I saw it long before they did, the way they looked at each other, the way they moved around each other, like they were pulled together by something they didn’t understand, something they couldn’t fight. His eyes always followed her, no matter where she went. And she softened around him, just slightly, just enough for someone watching closely to notice.

And I was always watching.

I remember the dungeon, clear as day, his back torn open from the lashes he took for her, blood still fresh, and there he was kissing her like nothing else mattered. Like the pain didn’t matter. Like the world didn’t matter. Only her. His hands on her face, her hands on his shoulders, holding him like she needed him, like she couldn’t let go.

And he was supposed to be planning her death.

I remember finding him in her bed, the sheets twisted around them, his hair messy, his face soft with sleep, and the way he looked at her. That look. Like she was something precious. Something worth losing everything for.

He never looked at me like that.

Not once.

Finally, it was the reason why she fired him.

I let out a small, empty breath, because the thought is almost laughable.

Almost.

Elara. Pregnant. Carrying Kaelen’s child.

I open my eyes and stare at the gray wall in front of me, and I let the anger come. Because it is easier than fear. Fear makes me weak. Fear makes my hands shake. Fear makes it hard to breathe.

But anger makes me steady. Makes me sharp. Makes me strong.

He got her pregnant. Kaelen got Elara pregnant while he was supposed to be working with me, while he was supposed to be planning her death, while he was supposed to be mine.

My hands press harder against the table. The rough wood bites into my skin. I focus on that feeling, because if I don’t, if I don’t hold onto something, I might lose control.

The room feels smaller now. The walls closer. The air heavier. The door is still closed. The guard is still outside. I am still alone, trapped in this dull, quiet room with nothing but my thoughts.

Nothing but the truth.

And the truth is simple.

If Kaelen finds out, if he learns that Elara is carrying his child, everything will change. He won’t finish it. He won’t go through with it. He will choose her. He will protect her. He will spare her.

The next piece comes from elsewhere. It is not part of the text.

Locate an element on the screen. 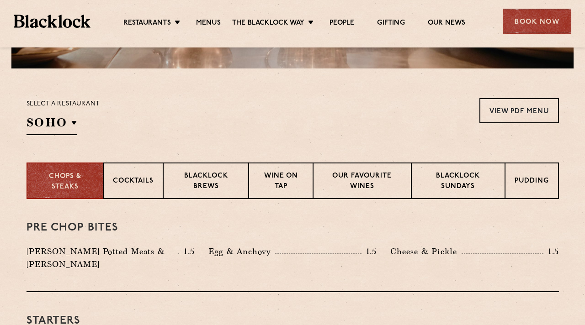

And I cannot let that happen.

I won’t.

The anger burns hotter now, filling my chest, spreading through me, steady and certain.

But first, I have to get out of here. I have to clear my name. I have to remove the suspicion, the kerchief, the blood, all of it. I need to move. I need to act.

But for now, I sit in this plain, quiet room and let the anger stay, because it is the only thing keeping me steady, the only thing keeping me from breaking, the only thing keeping me warm.